Cubans close a road in Villa Clara in protest against the lack of water

Cubans close a road in Villa Clara in protest against the lack of water
Cubans close a road in Villa Clara in protest against the lack of water

After more than two months without drinking water, the residents of the Villa Clara town of Ecoa 13, on the road to Camajuaní in Santa Clara, closed the avenue in protest against the negligence of the authorities and demanded the restoration of service.

The protesters confirmed that they have been without the liquid for more than two months, so they took to the street to close traffic shouting “we want water.”

Women and children placed several empty plastic tanks in the middle of the street to obstruct vehicular traffic.

After the protest, the regime sent three water pipes to calm things down.

Internet user Amelia Leon Pacheco, a resident of that town, stated that the demonstration occurred because the discontent is widespread. “It is unsustainable to have a population without water for so many days. There is no justification… there was a solution immediately and the council delegate knew it because I myself called him to attention; a timely intervention would have prevented that,” she said.

A witness confirmed to the independent media Cuban Diary that “people have been carrying water along the road with those cubes for weeks.”

More than 60% of Cubans live without a stable supply of drinking water and 80% suffer from electricity outages in their homes, according to a survey by the Observatory of Social Rights in Cuba last year.

In that context the protests over water shortage and power outages have become increasingly frequent.

Last year, more than a dozen Cuban women, many of them accompanied by their children, closed the intersection of Monte and Agramonte streets in Old Havana in protest against the prolonged water shortage in that Havana municipality.

The regime blames the crisis in the supply of liquid on the poor condition of the pipes and the lack of maintenance, since the equipment that pumps water, at least in the capital, has not received maintenance or been replaced for more than 20 years.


* **TASK BRIEF**:
Where the word "series" shows up in the entries below, please copy the whole line.

* **MATERIAL PROVIDED**:

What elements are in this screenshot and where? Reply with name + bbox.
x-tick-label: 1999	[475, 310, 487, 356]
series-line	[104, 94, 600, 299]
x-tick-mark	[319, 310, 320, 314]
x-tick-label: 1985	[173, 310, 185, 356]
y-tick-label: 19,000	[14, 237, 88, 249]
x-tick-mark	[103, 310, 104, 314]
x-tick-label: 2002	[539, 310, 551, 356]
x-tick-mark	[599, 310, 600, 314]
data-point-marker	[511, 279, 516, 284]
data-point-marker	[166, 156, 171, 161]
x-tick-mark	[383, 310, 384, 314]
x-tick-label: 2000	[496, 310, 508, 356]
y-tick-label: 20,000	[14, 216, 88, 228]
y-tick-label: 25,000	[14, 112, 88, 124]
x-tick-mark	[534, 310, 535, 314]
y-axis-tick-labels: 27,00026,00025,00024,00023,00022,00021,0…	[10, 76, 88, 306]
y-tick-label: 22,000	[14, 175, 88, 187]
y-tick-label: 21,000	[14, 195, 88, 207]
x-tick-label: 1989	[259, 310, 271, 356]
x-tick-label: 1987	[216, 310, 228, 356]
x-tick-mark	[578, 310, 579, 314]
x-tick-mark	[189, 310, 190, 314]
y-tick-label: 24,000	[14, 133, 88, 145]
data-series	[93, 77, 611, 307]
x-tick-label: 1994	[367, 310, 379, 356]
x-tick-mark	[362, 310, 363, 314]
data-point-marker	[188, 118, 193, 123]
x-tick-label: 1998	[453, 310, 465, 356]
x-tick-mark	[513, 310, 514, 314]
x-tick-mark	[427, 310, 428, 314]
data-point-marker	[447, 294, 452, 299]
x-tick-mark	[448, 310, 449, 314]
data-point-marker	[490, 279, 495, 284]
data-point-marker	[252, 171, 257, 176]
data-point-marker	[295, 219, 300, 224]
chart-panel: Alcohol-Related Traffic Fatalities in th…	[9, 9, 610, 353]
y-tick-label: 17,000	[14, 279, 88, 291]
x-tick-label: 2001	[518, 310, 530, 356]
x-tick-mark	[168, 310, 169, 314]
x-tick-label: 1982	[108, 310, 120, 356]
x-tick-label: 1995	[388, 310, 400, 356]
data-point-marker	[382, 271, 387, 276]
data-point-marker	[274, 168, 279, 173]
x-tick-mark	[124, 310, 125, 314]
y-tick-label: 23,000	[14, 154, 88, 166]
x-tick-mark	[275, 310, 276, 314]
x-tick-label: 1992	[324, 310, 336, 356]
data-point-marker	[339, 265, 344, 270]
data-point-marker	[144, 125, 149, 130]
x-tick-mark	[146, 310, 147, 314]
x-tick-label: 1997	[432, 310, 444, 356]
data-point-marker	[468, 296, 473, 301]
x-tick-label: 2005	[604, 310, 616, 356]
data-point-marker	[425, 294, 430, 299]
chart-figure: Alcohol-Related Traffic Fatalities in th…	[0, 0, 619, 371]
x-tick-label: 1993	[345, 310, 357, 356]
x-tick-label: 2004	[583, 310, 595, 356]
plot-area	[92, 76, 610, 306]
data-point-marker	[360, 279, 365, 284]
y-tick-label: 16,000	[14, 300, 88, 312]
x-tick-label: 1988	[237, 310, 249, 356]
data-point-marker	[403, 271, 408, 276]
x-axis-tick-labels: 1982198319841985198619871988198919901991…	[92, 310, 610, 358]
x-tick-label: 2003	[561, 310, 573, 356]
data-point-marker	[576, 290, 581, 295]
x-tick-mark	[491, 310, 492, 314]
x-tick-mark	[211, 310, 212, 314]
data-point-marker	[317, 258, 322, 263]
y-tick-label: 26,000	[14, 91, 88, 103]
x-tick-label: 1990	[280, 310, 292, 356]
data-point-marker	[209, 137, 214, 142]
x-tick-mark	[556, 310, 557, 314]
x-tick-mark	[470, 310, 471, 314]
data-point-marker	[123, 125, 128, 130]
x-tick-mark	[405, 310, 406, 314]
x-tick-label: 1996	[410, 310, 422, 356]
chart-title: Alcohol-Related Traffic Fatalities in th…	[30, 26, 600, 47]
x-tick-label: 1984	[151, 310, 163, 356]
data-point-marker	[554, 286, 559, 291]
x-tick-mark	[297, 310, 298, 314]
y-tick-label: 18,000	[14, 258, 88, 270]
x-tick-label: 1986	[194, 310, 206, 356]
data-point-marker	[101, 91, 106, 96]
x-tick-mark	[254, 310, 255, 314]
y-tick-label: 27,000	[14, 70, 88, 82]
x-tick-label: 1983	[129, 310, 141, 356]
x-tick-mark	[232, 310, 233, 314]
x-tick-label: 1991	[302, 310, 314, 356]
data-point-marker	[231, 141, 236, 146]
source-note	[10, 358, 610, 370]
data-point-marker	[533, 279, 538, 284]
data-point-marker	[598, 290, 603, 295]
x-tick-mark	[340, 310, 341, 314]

* **ANSWER AREA**:
series-line	[104, 94, 600, 299]
data-series	[93, 77, 611, 307]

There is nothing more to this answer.